How I Got Here: Forest Young

Wolff Olins’ first global chief creative officer discusses his circuitous path to creativity, and why he believes failure is the secret ingredient for success

Forest Young’s career has spanned an impressive range of disciplines, including work in the realms of branding, user experience, interactive and traditional graphic design. He’s had pieces exhibited at multiple museums around the world, been recognised with a long list of industry awards, and has just been named Wolff Olins’ first Global Chief Creative Officer.

However his trajectory hasn’t been straightforward, as he reveals. Forays into the worlds of medicine, acting, and even hotel management all preceded his creative career, which Young says has taken something of a circuitous path. Here he tells CR why failure has been such an important part of getting him to this point, and makes the case for “a weird career path of tumbling and tumbling”.

The family influence I started doing artistic expression – painting and drawing – at such a young age.
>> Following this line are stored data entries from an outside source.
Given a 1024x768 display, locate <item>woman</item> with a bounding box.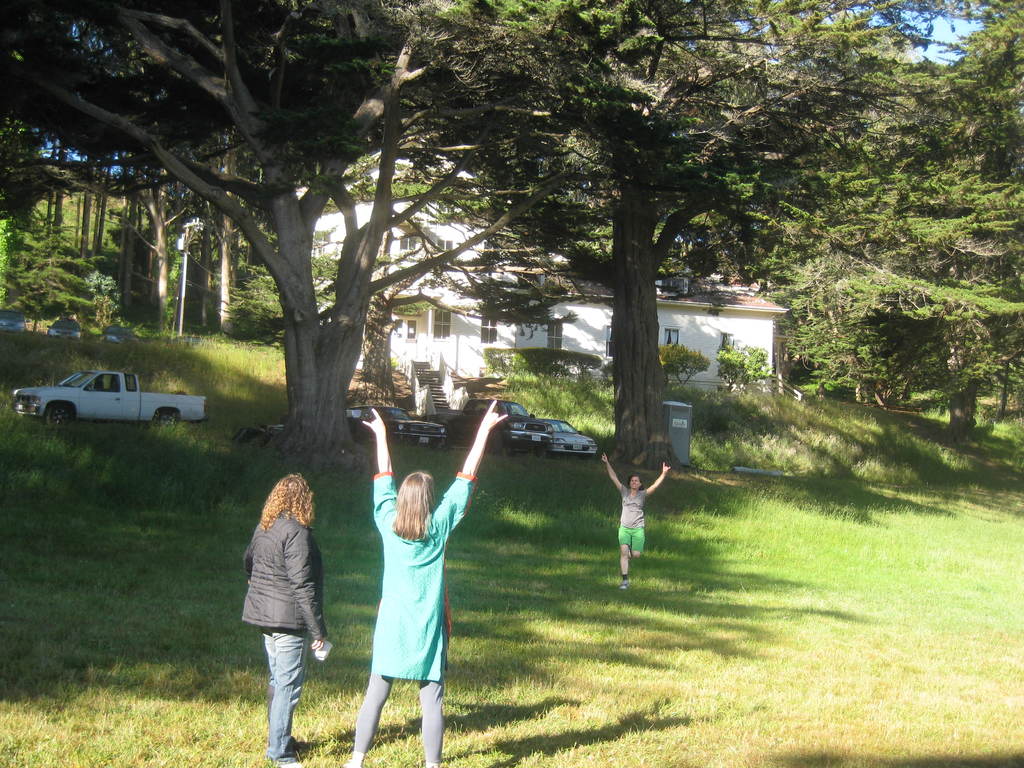
Located: bbox=[351, 399, 486, 744].
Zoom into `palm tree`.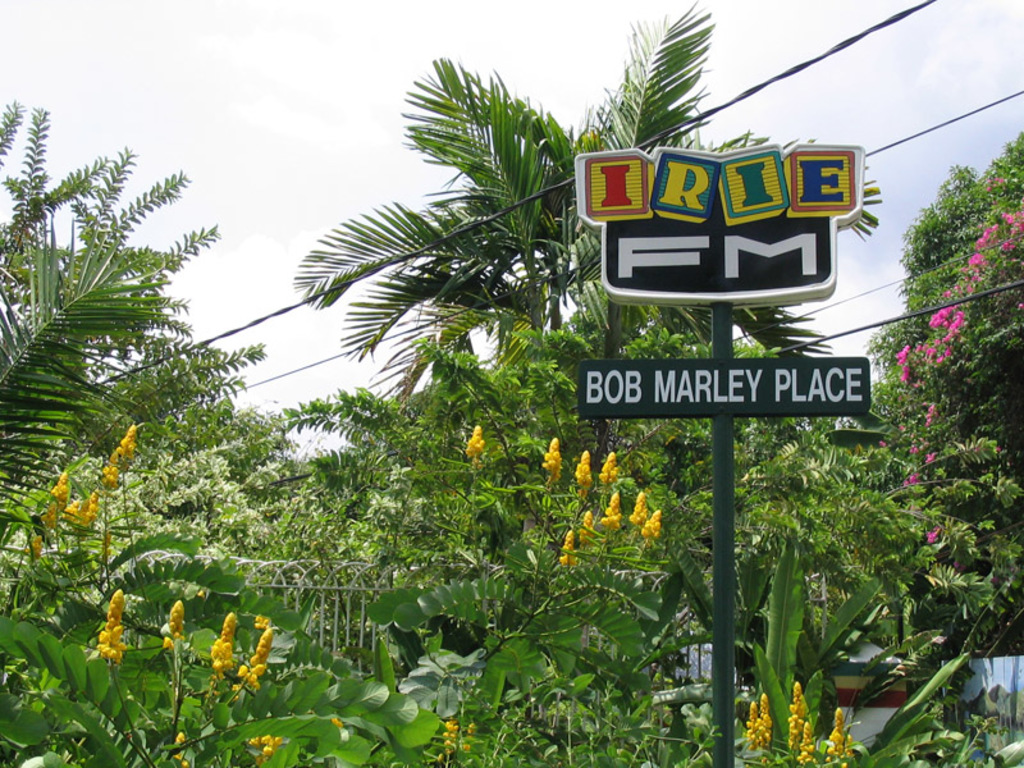
Zoom target: (737, 545, 942, 754).
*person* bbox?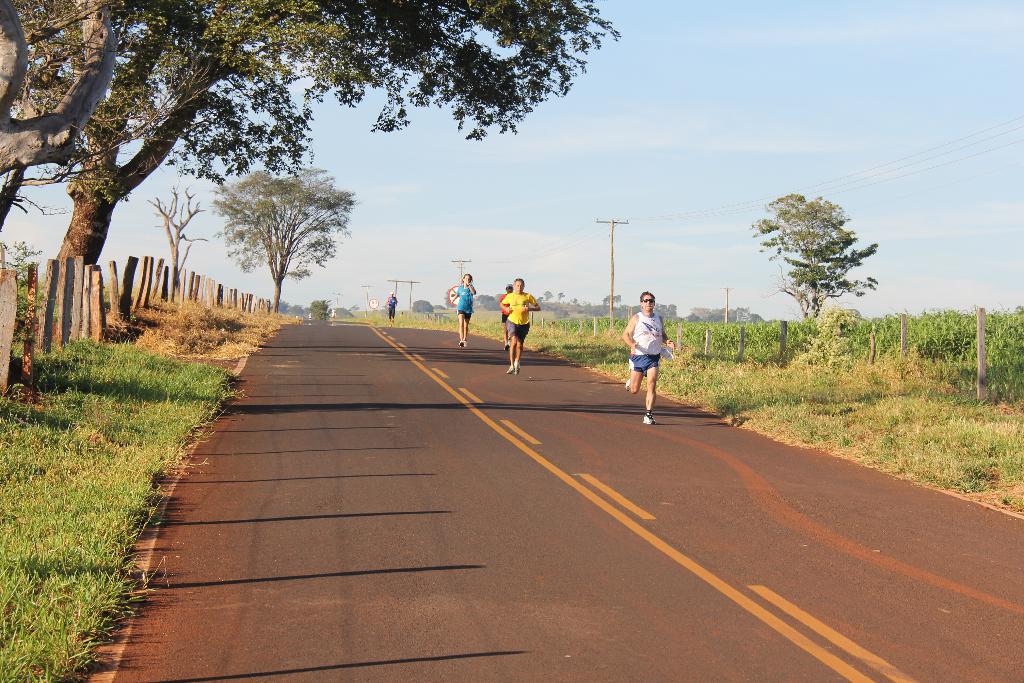
BBox(625, 288, 675, 416)
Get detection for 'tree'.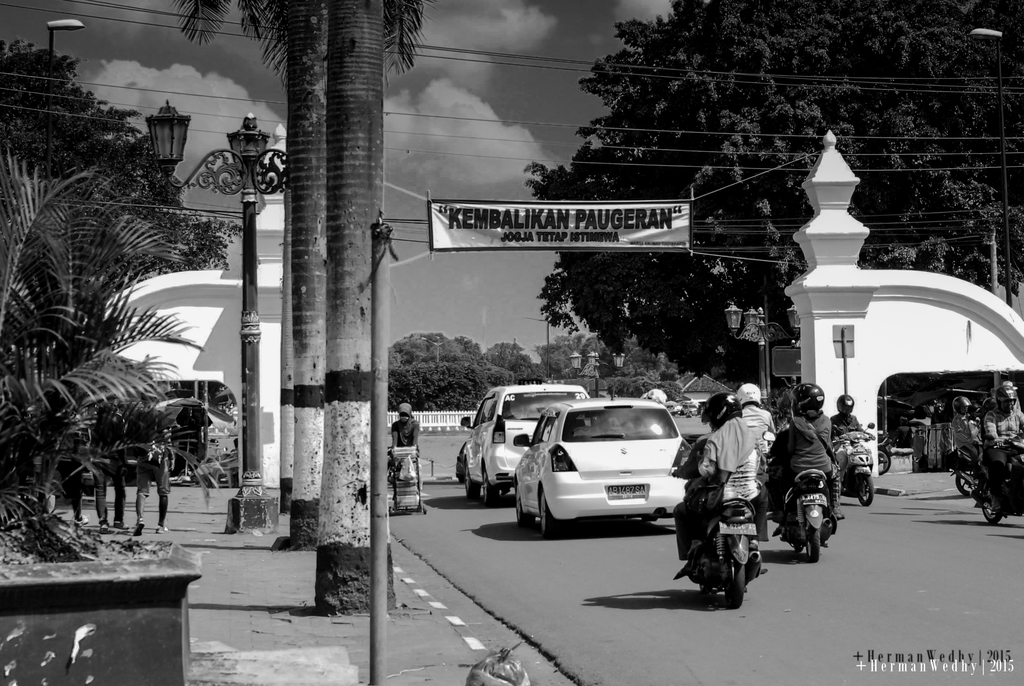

I can’t even remember the first time I picked up a pencil, crayon or paintbrush. It has to be three or four. A lot of people in my family are artists and painters, and I admit that I took for granted – the amount of people that were comfortable expressing themselves in form. My aunt would create something out of wood, and put it on the wall, and I thought normal people did that. My uncle, who was a police officer, did criminal sketches when he wasn’t painting and was part of the San Diego design community. So I was drawing and painting, and probably took it for granted. A lot of the time when something comes naturally to you, you don’t understand that it’s significant.